Wednesday, April 18, 2012

Crush

by Patti

I had my first crush in fifth grade. His name was Gary, and he had red hair and freckles and made everybody laugh. I remember that feeling so clearly - that tingly, nervous, new feeling that made me excited to go to school every day; that feeling that made me love rust and mustard striped shirts; that feeling that made me stare at the back of a kid's wavy-haired head like it was a work of art. That feeling.

Now, as if fifth grade is the "benchmark", S has that feeling. According to her, he has dark hair, he's funny, they both like the same shows on television, he laughs at her jokes. The other day, I was in the kitchen when S frantically called me from the living room. I ran in to find her standing at our large picture window - the one that looks out onto the park across the street - with binoculars in her hands, her eyes planted into them. "He's there! He's playing basketball! LOOK!" She shoved the binoculars into my hands, guiding them up to my eyes lest I miss this Golden Opportunity. I peered into the binoculars, feeling slightly stalkerish. "He's wearing red shorts, mom!" I immediately saw him - the dark-haired boy in red shorts, his arm blocking his opponents as his other arm maneuvered the ball. I knew it was him, not by his shorts, but by the way he moved. He had a confidence, a command. I knew just why she might like him. I smiled into the binoculars, then took them off my eyes and handed them back to her.
"He's cute!"
"I KNOW, MOM!"

A little later, we were sitting around the dinner table celebrating my in-laws' last night with us, when S excused herself from the table and came back a minute later with the makeup box she uses for her recitals. As we sipped our wine and had "grown-up" talk, S bent into my old M.A.C. compact and rubbed some blush into her cheeks. Then she smoothed some shimmery shadow onto her eyelids, dabbed her lips with gloss, and finally, whipped out the mascara and stroked her ridiculously long lashes into illegal lengths. For the grand finale, she brushed her long, golden curls out and smoothed them down, and when I looked at her, all shimmery and sparkly and glossy, I was afraid at just how lovely she looked.
"Mom? Can I go to the park?" It was obvious just why my daughter, in the middle of dinner, now all made-up, suddenly "needed" to go the park. I looked across the table at M, his eyes boring his disapproval into me.
"Honey, we're eating."
"But mom, IT'S IMPORTANT!"
I bent over and whispered into her ear. "I'm sure he's gone by now, honey."

She spent the rest of dinner getting up to go the window under the ruse of having to "use the bathroom", or "get something from her room", or needing to "stretch." But I knew what was driving her, and I thought of Gary, his baby face sprinkled with freckles, his red waves falling onto his forehead, and I understood.

I also thought of M, the first real love of S's life, and I knew that this new development had to scare the crap out of him. After all, when S was little, all she wanted to do was marry her papi. And now? He has to start letting go, little by little. Because one day, he will no longer be that man in her life. One day, it won't be just a crush; it'll be something important and serious - something that will, indeed, steal away his little girl.  I see that future loss in his eyes, and I understand.

I looked at S and noticed the lip gloss sneaking its way outside the lines of her mouth - and I still saw that little girl; the one who, despite the boy in red shorts outside the window, for now, is right here with us.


_What needs to be done_. Go through the material below and return each line with the string "order" in it.

_Available data_.
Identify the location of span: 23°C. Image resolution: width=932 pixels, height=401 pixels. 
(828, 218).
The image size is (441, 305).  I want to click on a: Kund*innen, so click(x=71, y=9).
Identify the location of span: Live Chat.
---
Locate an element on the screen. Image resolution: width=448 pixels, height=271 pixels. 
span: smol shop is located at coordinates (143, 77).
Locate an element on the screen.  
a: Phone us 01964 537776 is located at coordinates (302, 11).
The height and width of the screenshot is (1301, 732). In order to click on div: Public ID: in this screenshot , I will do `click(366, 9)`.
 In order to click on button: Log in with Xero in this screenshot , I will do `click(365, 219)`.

_Output_.
The height and width of the screenshot is (1301, 732). In order to click on div: Public ID: in this screenshot , I will do `click(366, 9)`.
 In order to click on button: Log in with Xero in this screenshot , I will do `click(365, 219)`.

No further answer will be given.